If the wonder-child Liszt had been Czerny’s only pupil it is quite possible that the exercise-maker might not have known the wants and weaknesses of ordinary mortals; but with his constantly growing popularity there was also a constant demand upon his time as teacher, and owing to this persistent occupation which made him in time the foremost of instructive composers, and for which he gave up all hopes of professional triumphs, he left us numerous studies, natural enemies of piano students in search of short cuts; yet these studies are admirable groundwork for acquiring dexterity, neatness, and purity of touch, likewise fullness of tone, and completeness of execution in which he excelled.

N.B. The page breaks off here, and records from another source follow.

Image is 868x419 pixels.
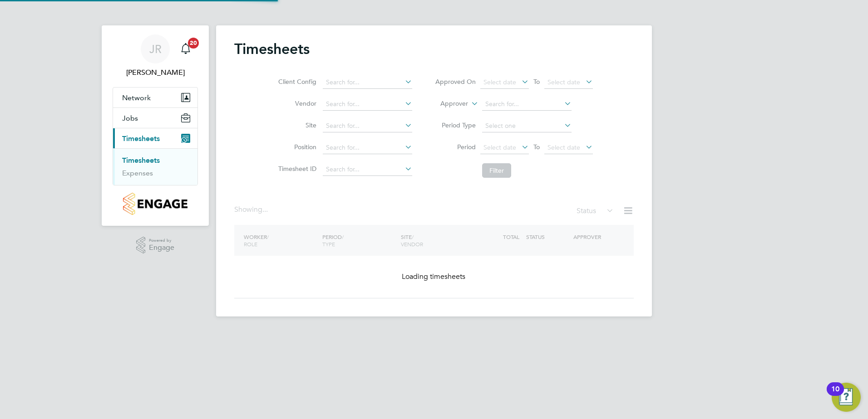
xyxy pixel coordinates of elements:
[113,34,198,78] a: JR[PERSON_NAME]
[435,121,476,129] label: Period Type
[113,128,197,148] button: Timesheets
[122,114,138,122] span: Jobs
[576,205,615,218] div: Status
[323,98,413,111] input: Search for...
[113,88,197,108] button: Network
[323,164,413,176] input: Search for...
[276,77,317,86] label: Client Config
[427,99,468,109] label: Approver
[435,77,476,86] label: Approved On
[177,34,195,63] a: 20
[547,78,580,86] span: Select date
[276,121,317,129] label: Site
[484,78,517,86] span: Select date
[531,76,543,88] span: To
[323,76,413,89] input: Search for...
[482,120,572,132] input: Select one
[832,383,861,412] button: Open Resource Center, 10 new notifications
[149,244,175,252] span: Engage
[149,43,162,55] span: JR
[482,164,511,178] button: Filter
[122,135,160,143] span: Timesheets
[123,193,187,215] img: countryside-properties-logo-retina.png
[136,237,175,254] a: Powered byEngage
[276,164,317,173] label: Timesheet ID
[149,237,175,245] span: Powered by
[547,143,580,151] span: Select date
[276,99,317,108] label: Vendor
[113,108,197,128] button: Jobs
[323,141,413,154] input: Search for...
[323,120,413,132] input: Search for...
[122,156,160,164] a: Timesheets
[484,143,517,151] span: Select date
[122,93,151,102] span: Network
[276,143,317,151] label: Position
[531,141,543,153] span: To
[188,37,199,48] span: 20
[435,143,476,151] label: Period
[113,193,198,215] a: Go to home page
[234,40,310,58] h2: Timesheets
[263,205,268,214] span: ...
[113,148,197,185] div: Timesheets
[122,169,153,177] a: Expenses
[482,98,572,111] input: Search for...
[234,205,269,215] div: Showing
[831,389,840,401] div: 10
[102,25,209,226] nav: Main navigation
[113,67,198,78] span: Joe Rolland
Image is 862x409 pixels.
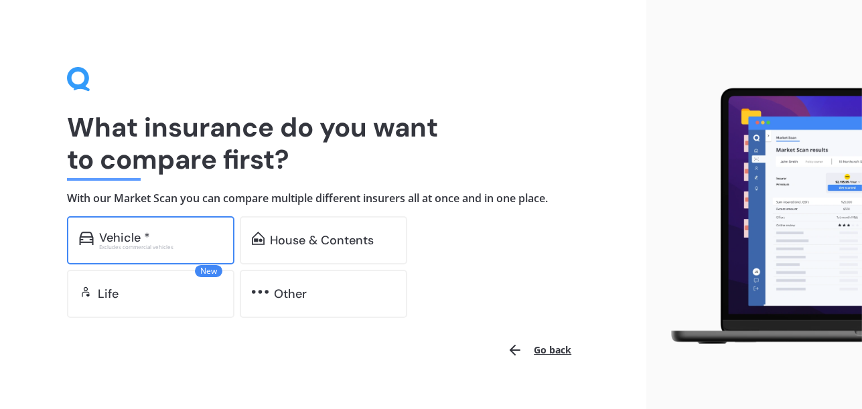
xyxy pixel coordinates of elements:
[98,287,119,301] div: Life
[270,234,374,247] div: House & Contents
[195,265,222,277] span: New
[252,285,269,299] img: other.81dba5aafe580aa69f38.svg
[657,82,862,351] img: laptop.webp
[99,245,222,250] div: Excludes commercial vehicles
[99,231,150,245] div: Vehicle *
[79,285,92,299] img: life.f720d6a2d7cdcd3ad642.svg
[499,334,580,367] button: Go back
[252,232,265,245] img: home-and-contents.b802091223b8502ef2dd.svg
[67,192,580,206] h4: With our Market Scan you can compare multiple different insurers all at once and in one place.
[67,111,580,176] h1: What insurance do you want to compare first?
[274,287,307,301] div: Other
[79,232,94,245] img: car.f15378c7a67c060ca3f3.svg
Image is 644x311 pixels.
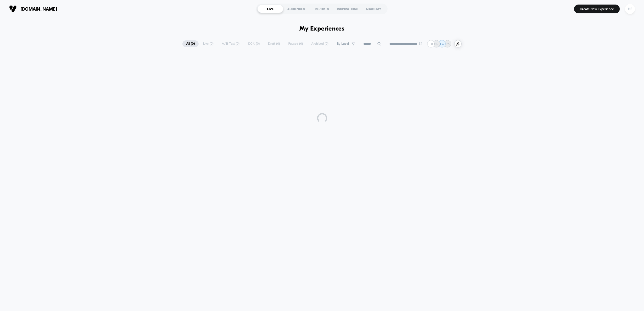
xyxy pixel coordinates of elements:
[299,25,345,33] h1: My Experiences
[21,6,57,12] span: [DOMAIN_NAME]
[427,40,434,48] div: + 9
[309,5,335,13] div: REPORTS
[574,5,620,13] button: Create New Experience
[419,42,422,45] img: end
[337,42,349,46] span: By Label
[258,5,284,13] div: LIVE
[9,5,16,13] img: Visually logo
[335,5,360,13] div: INSPIRATIONS
[625,4,635,14] div: HE
[434,42,439,46] p: BD
[284,5,309,13] div: AUDIENCES
[8,5,59,13] button: [DOMAIN_NAME]
[360,5,386,13] div: ACADEMY
[183,40,198,47] span: All ( 0 )
[446,42,450,46] p: PK
[440,42,444,46] p: LC
[623,4,636,14] button: HE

The condition existing at the time of Bach, Handel (1685-1739), Couperin le Grand (1668-1733), and Rameau (1683-1764), was for polyphonic writing, and in those days there was really no distinction made between a professional and an amateur musician in point of training, for the part-writing of the old masters was not easy. In time, however, the style became more free, and with the increase of the compass of the instrument, which was of not more than five- octaves, Clementi invented and brought into use figures of thirds, sixths and octaves. Czerny was quick in perceiving the advantage of combining euphony with useful practice, and his studies opened to every student the way to the entire piano literature from John Sebastian Bach to Beethoven, just as Chopin (1810-1849) has done for the piano literature from Beethoven to Liszt. Such scholastic work can never cease being valuable as an aid to the formation of good style, and guide to the principles of good taste.

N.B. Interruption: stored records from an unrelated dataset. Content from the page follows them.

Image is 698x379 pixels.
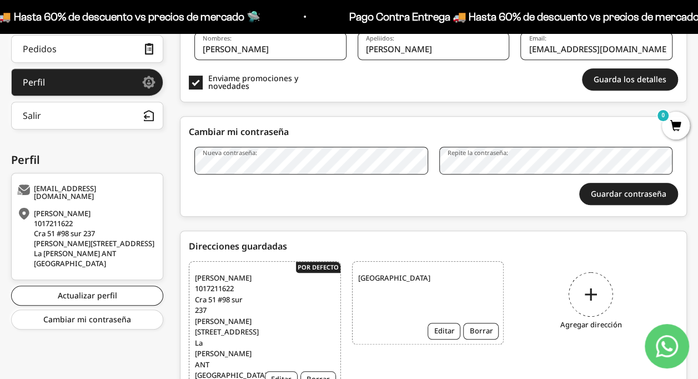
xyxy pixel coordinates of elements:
[579,183,678,205] button: Guardar contraseña
[11,35,163,63] a: Pedidos
[463,323,499,339] button: Borrar
[17,208,154,268] div: [PERSON_NAME] 1017211622 Cra 51 #98 sur 237 [PERSON_NAME][STREET_ADDRESS] La [PERSON_NAME] ANT [G...
[448,148,508,157] label: Repite la contraseña:
[11,286,163,306] a: Actualizar perfil
[657,109,670,122] mark: 0
[11,68,163,96] a: Perfil
[189,76,341,89] label: Enviame promociones y novedades
[23,111,41,120] div: Salir
[358,273,415,284] span: [GEOGRAPHIC_DATA]
[23,44,57,53] div: Pedidos
[203,148,257,157] label: Nueva contraseña:
[560,319,622,331] i: Agregar dirección
[11,152,163,168] div: Perfil
[11,102,163,129] button: Salir
[17,184,154,200] div: [EMAIL_ADDRESS][DOMAIN_NAME]
[582,68,678,91] button: Guarda los detalles
[662,121,690,133] a: 0
[366,34,394,42] label: Apeliidos:
[11,309,163,329] a: Cambiar mi contraseña
[203,34,232,42] label: Nombres:
[428,323,461,339] button: Editar
[529,34,546,42] label: Email:
[23,78,45,87] div: Perfil
[189,125,678,138] div: Cambiar mi contraseña
[189,239,678,253] div: Direcciones guardadas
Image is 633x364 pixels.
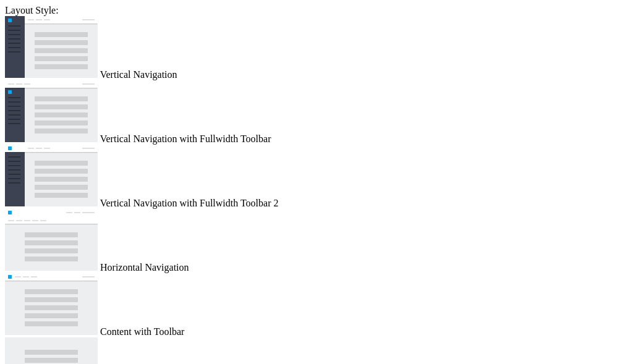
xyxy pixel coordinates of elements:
md-radio-button: Content with Toolbar [5,273,628,338]
span: Vertical Navigation with Fullwidth Toolbar [100,134,272,144]
md-radio-button: Vertical Navigation [5,16,628,80]
img: vertical-nav.jpg [5,16,98,78]
span: Vertical Navigation [100,69,177,80]
span: Content with Toolbar [100,326,185,337]
img: vertical-nav-with-full-toolbar.jpg [5,80,98,142]
md-radio-button: Horizontal Navigation [5,209,628,273]
img: horizontal-nav.jpg [5,209,98,271]
span: Horizontal Navigation [100,262,190,272]
span: Vertical Navigation with Fullwidth Toolbar 2 [100,198,279,208]
img: content-with-toolbar.jpg [5,273,98,335]
md-radio-button: Vertical Navigation with Fullwidth Toolbar 2 [5,144,628,209]
div: Layout Style: [5,5,628,16]
md-radio-button: Vertical Navigation with Fullwidth Toolbar [5,80,628,144]
img: vertical-nav-with-full-toolbar-2.jpg [5,144,98,207]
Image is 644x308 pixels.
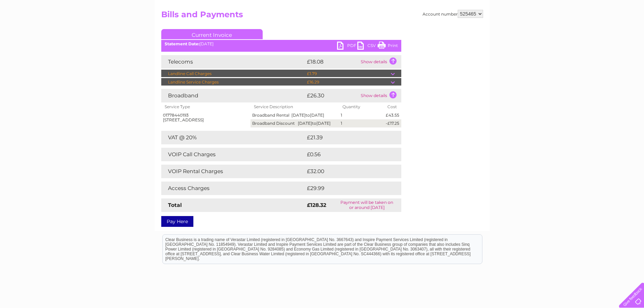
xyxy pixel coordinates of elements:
[168,202,182,208] strong: Total
[306,113,310,118] span: to
[161,29,262,39] a: Current Invoice
[337,42,357,51] a: PDF
[161,78,305,86] td: Landline Service Charges
[305,55,359,69] td: £18.08
[305,165,388,178] td: £32.00
[161,70,305,77] td: Landline Call Charges
[357,42,378,51] a: CSV
[359,89,401,102] td: Show details
[561,29,581,34] a: Telecoms
[384,111,401,119] td: £43.55
[250,111,339,119] td: Broadband Rental [DATE] [DATE]
[161,42,401,46] div: [DATE]
[378,42,398,51] a: Print
[305,70,391,77] td: £1.79
[525,29,538,34] a: Water
[305,78,391,86] td: £16.29
[339,119,384,127] td: 1
[165,41,200,46] b: Statement Date:
[250,102,339,111] th: Service Description
[163,4,482,33] div: Clear Business is a trading name of Verastar Limited (registered in [GEOGRAPHIC_DATA] No. 3667643...
[307,202,326,208] strong: £128.32
[161,55,305,69] td: Telecoms
[161,89,305,102] td: Broadband
[161,216,193,227] a: Pay Here
[161,102,251,111] th: Service Type
[339,111,384,119] td: 1
[161,148,305,161] td: VOIP Call Charges
[305,131,387,145] td: £21.39
[305,182,388,195] td: £29.99
[305,148,385,161] td: £0.56
[250,119,339,127] td: Broadband Discount [DATE] [DATE]
[517,3,563,12] a: 0333 014 3131
[599,29,616,34] a: Contact
[161,10,483,22] h2: Bills and Payments
[339,102,384,111] th: Quantity
[305,89,359,102] td: £26.30
[22,17,57,38] img: logo.png
[163,113,249,122] div: 01778440193 [STREET_ADDRESS]
[161,165,305,178] td: VOIP Rental Charges
[585,29,595,34] a: Blog
[384,119,401,127] td: -£17.25
[312,121,316,126] span: to
[542,29,557,34] a: Energy
[384,102,401,111] th: Cost
[622,29,638,34] a: Log out
[161,182,305,195] td: Access Charges
[161,131,305,145] td: VAT @ 20%
[423,10,483,18] div: Account number
[359,55,401,69] td: Show details
[333,199,401,212] td: Payment will be taken on or around [DATE]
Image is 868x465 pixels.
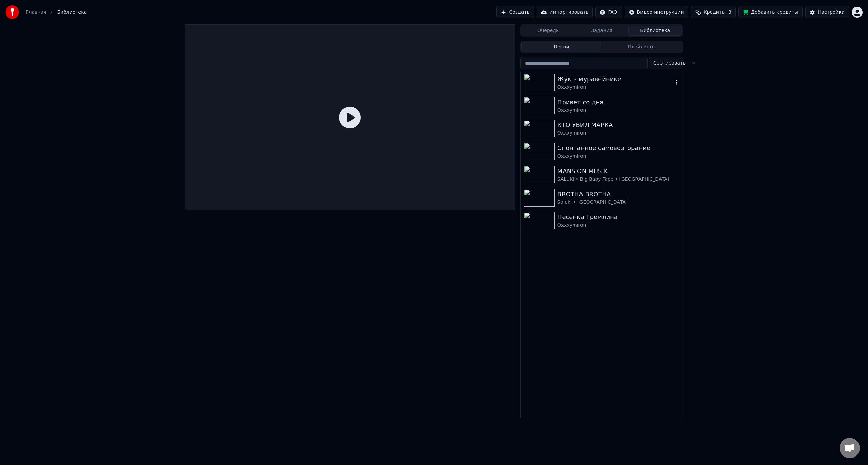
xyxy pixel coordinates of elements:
[26,9,87,16] nav: breadcrumb
[575,26,629,36] button: Задания
[739,6,803,18] button: Добавить кредиты
[602,42,682,52] button: Плейлисты
[557,199,680,206] div: Saluki • [GEOGRAPHIC_DATA]
[729,9,731,16] span: 3
[557,153,680,160] div: Oxxxymiron
[691,6,736,18] button: Кредиты3
[5,5,19,19] img: youka
[497,6,534,18] button: Создать
[557,97,680,107] div: Привет со дна
[557,189,680,199] div: BROTHA BROTHA
[704,9,725,16] span: Кредиты
[557,120,680,130] div: КТО УБИЛ МАРКА
[818,9,845,16] div: Настройки
[557,212,680,222] div: Песенка Гремлина
[557,107,680,114] div: Oxxxymiron
[26,9,46,16] a: Главная
[625,6,689,18] button: Видео-инструкции
[557,166,680,176] div: MANSION MUSIK
[557,84,673,91] div: Oxxxymiron
[522,42,602,52] button: Песни
[557,176,680,183] div: SALUKI • Big Baby Tape • [GEOGRAPHIC_DATA]
[628,26,682,36] button: Библиотека
[806,6,849,18] button: Настройки
[595,6,622,18] button: FAQ
[557,222,680,228] div: Oxxxymiron
[522,26,575,36] button: Очередь
[557,143,680,153] div: Спонтанное самовозгорание
[537,6,593,18] button: Импортировать
[840,437,860,458] div: Открытый чат
[653,60,686,66] span: Сортировать
[557,74,673,84] div: Жук в муравейнике
[57,9,87,16] span: Библиотека
[557,130,680,136] div: Oxxxymiron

Bear in mind that Carl Czerny was not a tone-poet, nor are his compositions of the quality which renders art works classic; he was not Mendelssohn (1809-1847), Chopin, nor Schumann (1810-1856). But what Czerny wrote, particularly in the line of studies, was written well, and above all usefully; indeed these latter are of an indisputable merit when the acquiring of a facile piano technique is considered.

HIS VERSATILITY.

Czerny’s compositions, some of which embrace fifty numbers, approach the formidable number of a thousand, not counting the piano arrangements of numerous symphonies, oratorios, operas, overtures, etc., nor a German translation of Reicha’s voluminous work on harmony, nor his own grand method for the piano so well described in Adolph Kullak’s (1823-1862) “Æsthetics of Piano Playing;” nor his own “Treatise on Composition;” nor, if I am not mistaken, twenty-four masses with orchestra, four requiems, three hundred graduales, motets, concertos, symphonies, quartets and quintets, songs with and without orchestra, all of which are still in manuscript.

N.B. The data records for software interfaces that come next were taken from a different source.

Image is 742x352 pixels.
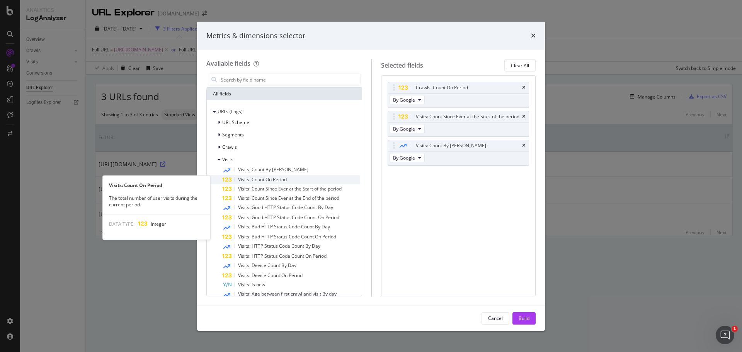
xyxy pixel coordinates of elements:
[238,185,341,192] span: Visits: Count Since Ever at the Start of the period
[416,142,486,149] div: Visits: Count By [PERSON_NAME]
[715,326,734,344] iframe: Intercom live chat
[222,144,237,150] span: Crawls
[238,204,333,211] span: Visits: Good HTTP Status Code Count By Day
[522,114,525,119] div: times
[518,315,529,321] div: Build
[238,290,336,297] span: Visits: Age between first crawl and visit By day
[511,62,529,69] div: Clear All
[220,74,360,85] input: Search by field name
[238,176,287,183] span: Visits: Count On Period
[389,153,425,162] button: By Google
[387,140,529,166] div: Visits: Count By [PERSON_NAME]timesBy Google
[238,262,296,268] span: Visits: Device Count By Day
[222,131,244,138] span: Segments
[206,59,250,68] div: Available fields
[512,312,535,324] button: Build
[217,108,243,115] span: URLs (Logs)
[504,59,535,71] button: Clear All
[393,126,415,132] span: By Google
[531,31,535,41] div: times
[103,182,210,189] div: Visits: Count On Period
[488,315,503,321] div: Cancel
[522,85,525,90] div: times
[389,124,425,133] button: By Google
[238,195,339,201] span: Visits: Count Since Ever at the End of the period
[393,97,415,103] span: By Google
[238,253,326,259] span: Visits: HTTP Status Code Count On Period
[731,326,737,332] span: 1
[381,61,423,70] div: Selected fields
[387,111,529,137] div: Visits: Count Since Ever at the Start of the periodtimesBy Google
[197,22,545,331] div: modal
[238,272,302,279] span: Visits: Device Count On Period
[222,156,233,163] span: Visits
[387,82,529,108] div: Crawls: Count On PeriodtimesBy Google
[238,166,308,173] span: Visits: Count By [PERSON_NAME]
[238,243,320,249] span: Visits: HTTP Status Code Count By Day
[238,233,336,240] span: Visits: Bad HTTP Status Code Count On Period
[416,84,468,92] div: Crawls: Count On Period
[416,113,519,121] div: Visits: Count Since Ever at the Start of the period
[238,281,265,288] span: Visits: Is new
[206,31,305,41] div: Metrics & dimensions selector
[389,95,425,104] button: By Google
[522,143,525,148] div: times
[103,195,210,208] div: The total number of user visits during the current period.
[222,119,249,126] span: URL Scheme
[207,88,362,100] div: All fields
[238,223,330,230] span: Visits: Bad HTTP Status Code Count By Day
[481,312,509,324] button: Cancel
[393,155,415,161] span: By Google
[238,214,339,221] span: Visits: Good HTTP Status Code Count On Period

Teachers will find in the following list of his studies, and from which only selections should be made, distinct figures, purposly arranged difficulties, and other motifs intended to make the fingers independent of each other; they will find material for equalizing the fingers and for strengthening the weak fingers of either hand; studies in style, phrasing, and expressive execution; material for acquiring freedom of the wrist and for attaining freedom in both hands independently of each other; for arpeggio playing, for crossing the hands, for interlocking, and in fact for all that may likely beset the path of a player in his desire to overcome difficulties of higher pianism, which includes a beautiful legato as well as a crisp staccato. As Mr. Emil Liebling (1851—), one of our leading musical educators says: “We still play the legato of Czerny, Clementi and Moscheles (1794-1870), the staccato of Mendelssohn and Liszt.” The latter, however, got his art from Carl Czerny, whose grateful pupil he always remained. To be sure all that kind of work is not as amusing as a valse or a two-step; but in the end the student with ambition not higher than those two dance forms will find that even a two-step will gain in brilliancy when the touch is smooth and crisp, to be acquired only by well regulated practice.

SELECTED STUDIES.

One set of studies out of each group should serve all purposes.

 

1.

Op. 261.

 

Op. 821.

 

Op. 599.

 

Op. 139.

2.

Op. 829.

 

Op. 849 (as an introduction to Op. 299).

 

Op. 335.

 

Op. 636 (as an introduction to Op. 740).

3-

Op. 299 (as an introduction to Op. 740).

 

Op. 834.

4-

Op. 355.

5-

Op. 740 (double thirds and sixths).

6.

Op. 553.

 

Op. 821.

7.

Toccata, Op. 92, edited by Joseffy, and as companion pieces, for expanding one’s power over technical detail, I would suggest preceding it with one by Clementi and by Francesco Pollini (1763-1846) respectively, and to follow it with one by Carl Mayer (1799-1862), Georg Liebling (1865—), Henri Pachulski (1857—), Robert Schumann and Balakireff (1837—).

 

 

Excellent are the forty daily studies, Op. 337, as edited by Door (1833—), likewise the “School of Velocity” (higher grade), Op. 365.

Studies in the development of finger facility, 433, have been edited by Breslaur (1836-1899).

Players with two left hands are common enough; but it is a rare event when one meets a pianist of whom one may say, as Cramer said about Alexander Dreyschock (1818-1869), that “he has two right hands.” Fearful of the tendency to neglect the left hand, owing to the rapid development of the “lyric” (homophonic) style which entrusted the most important work to the right hand, Czerny wrote also some studies for the left hand: Op. 399, and Op. 718 of medium grade. Well prepared teachers have always had in these studies the requisite material leading to the higher studies of Cramer (as edited by von Buelow), Robert Fuchs, August Winding, Henselt, Chopin and Rubinstein.

Grillparzer said one day to Beethoven: “The literary men of foreign lands are united against everything that comes from Austria; a combination has been formed in Germany against Austrian authors.” So are innovators, inventors of shortcuts and of excelsior methods combined against a worthy pattern to be found in Czerny’s studies intended for developing technical perfection without catering to the emotional.

Of small stature, delicate health, and very simple appearance, Czerny was nevertheless a jolly good companion, although some called him stingy. Such a distinction is always acquired by those whose labors are great and economies small. As a teacher, with all the equipments of a broad and versatile mind, he was le maître par excellence, whose scholastic works endure, and we may be truly happy if we can pay a tithe of the debt we owe him.